Nate was trying to be flip about it, but there was a bitterness there, an anger simmering under it all.
“Why don’t they get divorced?”
“Who the hell knows?” Nate took a long drink from his beer. “I guess they enjoy making each other miserable.”
Vivvy leaned back. The mood had fizzled considerably. She couldn’t imagine a life like Nate described. Her parents’ drama had ended the minute she’d left home. If she wasn’t going to soothe their tantrums or pet their egos, they had no use for her.
Cold, detached, unloving.
The businesslike detachment seemed preferable when compared to Nate’s dysfunction, even if he had a much easier way with emotion than she did. Vivvy had had a few uncomfortable moments when she had realized her parents would never love her like parents on TV loved their children, but then she had moved on. No emotional confrontations or mean arguments necessary. A few times the whole lack of emotion had been thrown in her face by the men she’d been dating, and then she’d moved on and learned to keep things casual and at arm’s length ever since.
It was a good lesson to learn.
“Your parents like each other?” He attempted to make it a casual question, sipping his beer, looking out into the starry night, but she couldn’t help but feel her answer was important to him in some way.
“I guess.” She studied his profile, strong and handsome, and yet she wondered what effect his parents’ tortured relationship had on his brain. He seemed to channel it into positive outlets, but how much did she really know about Nate Harrington? “It was always more of them against me or me against them than any arguments between them. That’s why we don’t have much contact any more.”
“I don’t know if that’s any better, Viv.”
It would do her a world of good to keep those words front and center in her brain, because her philosophy was the exact opposite. Lack of connection meant people couldn’t hurt you. Play down the emotion and things wouldn’t hurt so bad. She’d learned that every time she had to say good-bye to a person or place that’d become important to her. Better not have any involvement than be hurt.
“You’re going to have to understand this. I can’t ever let the
m be on TV.” His gaze stayed on the world beyond the porch, but his voice was fierce. “I like having you here, but nothing you can do is going to change my mind. It’s my name, my business, my family on the line, and I’m not going to do anything to jeopardize that.”
“Why are you so convinced a show would hurt you or your family? It’ll give you more business, guaranteed. It’d be good for Harrington. How much your family and this place mean to you will show up on TV. People will watch and they’ll see that. They’ll connect to you—the way you connect to this place.”
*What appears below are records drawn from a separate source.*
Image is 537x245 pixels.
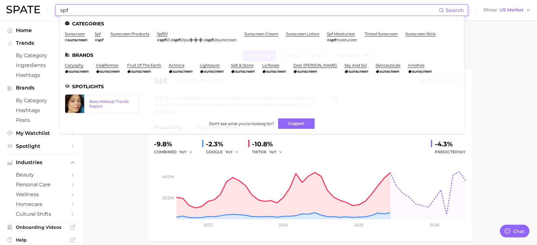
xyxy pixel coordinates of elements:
span: # [65,38,67,42]
a: tinted sunscreen [365,31,398,36]
a: Base Makeup Trends Report [65,94,140,113]
a: Hashtags [5,70,78,80]
span: Don't see what you're looking for? [209,121,274,126]
button: Suggest [278,119,315,129]
a: sunscreen stick [406,31,436,36]
button: ShowUS Market [482,6,532,14]
em: spf [207,38,212,42]
span: Trends [16,40,67,46]
tspan: 2023 [203,223,213,228]
li: Spotlights [65,84,459,89]
span: Show [484,8,498,12]
em: spf [174,38,179,42]
a: iris&romeo [96,63,119,68]
a: homecare [5,200,78,209]
span: YoY [269,149,277,155]
tspan: 2024 [279,223,288,228]
em: sunscreen [100,69,120,74]
span: # [95,38,97,42]
span: Help [16,237,67,243]
button: Brands [5,83,78,93]
em: sunscreen [297,69,317,74]
button: YoY [179,148,193,156]
tspan: 2026 [430,223,439,228]
a: spf50 [157,31,168,36]
a: My Watchlist [5,128,78,138]
span: # [327,38,330,42]
em: spf [160,38,165,42]
div: TIKTOK [252,148,287,156]
a: salt & stone [231,63,254,68]
span: Onboarding Videos [16,225,67,230]
a: sunscreen [65,31,85,36]
span: 50sunscreen [212,38,237,42]
a: sunscreen lotion [286,31,319,36]
span: YoY [225,149,233,155]
div: -2.3% [206,139,243,149]
div: GOOGLE [206,148,243,156]
a: Ingredients [5,60,78,70]
span: YoY [179,149,187,155]
span: moisturizer [335,38,357,42]
span: Search [446,7,464,13]
span: cultural shifts [16,211,67,217]
span: wellness [16,192,67,198]
a: skinceuticals [376,63,400,68]
a: innisfree [408,63,425,68]
li: Brands [65,52,459,58]
span: YoY [458,150,466,154]
a: Home [5,25,78,35]
a: dear [PERSON_NAME] [293,63,337,68]
a: wellness [5,190,78,200]
a: lightsaver [200,63,220,68]
a: Help [5,236,78,245]
div: -9.8% [154,139,197,149]
span: by Category [16,52,67,58]
span: Predicted [435,148,466,156]
em: sunscreen [380,69,399,74]
em: sunscreen [235,69,255,74]
a: beauty [5,170,78,180]
button: YoY [269,148,283,156]
img: SPATE [6,6,40,13]
span: Brands [16,85,67,91]
em: sunscreen [131,69,151,74]
a: fruit of the earth [127,63,161,68]
a: sunscreen cream [244,31,278,36]
a: Hashtags [5,106,78,115]
button: YoY [225,148,239,156]
a: sky and sol [345,63,367,68]
a: cultural shifts [5,209,78,219]
em: sunscreen [67,38,87,42]
div: -4.3% [435,139,466,149]
a: spf [95,31,101,36]
span: beauty [16,172,67,178]
span: Spotlight [16,143,67,149]
button: Trends [5,38,78,48]
span: Posts [16,117,67,123]
a: spf moisturizer [327,31,355,36]
span: Hashtags [16,72,67,78]
span: US Market [500,8,524,12]
em: sunscreen [173,69,192,74]
a: by Category [5,51,78,60]
a: sunscreen products [111,31,149,36]
em: spf [330,38,335,42]
em: sunscreen [69,69,88,74]
li: Categories [65,21,459,26]
div: -10.8% [252,139,287,149]
span: # [157,38,160,42]
a: actinica [169,63,184,68]
a: Onboarding Videos [5,223,78,232]
span: Ingredients [16,62,67,68]
tspan: 2025 [354,223,364,228]
span: # [204,38,207,42]
a: la rosée [262,63,279,68]
a: personal care [5,180,78,190]
span: Industries [16,160,67,166]
a: by Category [5,96,78,106]
em: spf [97,38,103,42]
em: sunscreen [412,69,432,74]
span: homecare [16,202,67,208]
span: by Category [16,98,67,104]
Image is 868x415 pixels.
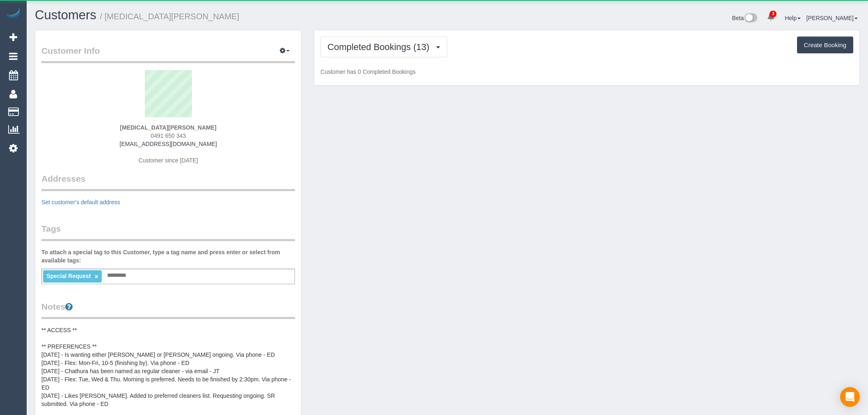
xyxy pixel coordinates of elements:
a: Customers [34,7,97,22]
span: 3 [769,10,777,18]
span: 0491 650 343 [151,132,186,139]
small: / [MEDICAL_DATA][PERSON_NAME] [100,12,239,20]
span: Special Request [47,273,90,279]
div: Open Intercom Messenger [840,387,860,407]
button: Completed Bookings (13) [320,36,447,58]
a: × [94,274,98,280]
a: [EMAIL_ADDRESS][DOMAIN_NAME] [120,141,217,147]
legend: Tags [42,222,295,241]
a: [PERSON_NAME] [807,15,858,21]
a: Help [785,15,801,21]
button: Create Booking [797,36,853,54]
a: Set customer's default address [42,199,120,206]
img: Automaid Logo [5,8,21,20]
a: 3 [763,8,779,26]
span: Completed Bookings (13) [327,42,434,52]
strong: [MEDICAL_DATA][PERSON_NAME] [120,125,217,131]
p: Customer has 0 Completed Bookings [320,68,853,76]
a: Beta [732,15,757,21]
legend: Customer Info [42,45,295,63]
label: To attach a special tag to this Customer, type a tag name and press enter or select from availabl... [42,248,295,264]
legend: Notes [42,301,295,319]
img: New interface [743,13,757,24]
span: Customer since [DATE] [139,157,198,164]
“People will watch and see my chain-smoking mother and my confused grandfather. They’ll see my sleazy father if he ever shows up again. People will watch and see something to make fun of. It’s too much to risk. Harrington means too much.”
Vivvy wished she had the words to make him see he was wrong, but arguing with him when he was so determined wasn’t the answer. She’d show him he was wrong. She’d find some way to prove to him this could be beneficial.
“I like you, Vivvy. I’m not trying to be a dick to you. It’s the way it is.”
She forced herself to smile. “I like you, too.” And it was true. She liked Nate for Nate in some weird realm separate from the show. “Maybe we can take a break from show talk for the rest of the night?”
“Now there’s an idea.”
She moved out of the chair, closed the short distance to Nate, and slid onto his lap. “I don’t know about you, but I can think of a lot better ways to spend our time.” She’d never been one to put things on the back burner, but timing was everything. And now was the time for something that didn’t involve Harrington or Tyson. Now was the time for something that was just Nate and Vivvy.
His eyes studied her face as his hands rested on her hips, then he pulled her farther onto his lap. He tugged on the hem of her shirt. “I don’t know why these butt-ugly pajamas totally do it for me.”
“Well, then I’m glad I don’t pack lingerie for a business trip.”
He looked up at her, eyes intense and dark, dark green in the dim porch light. “You said we weren’t going to talk about business anymore.”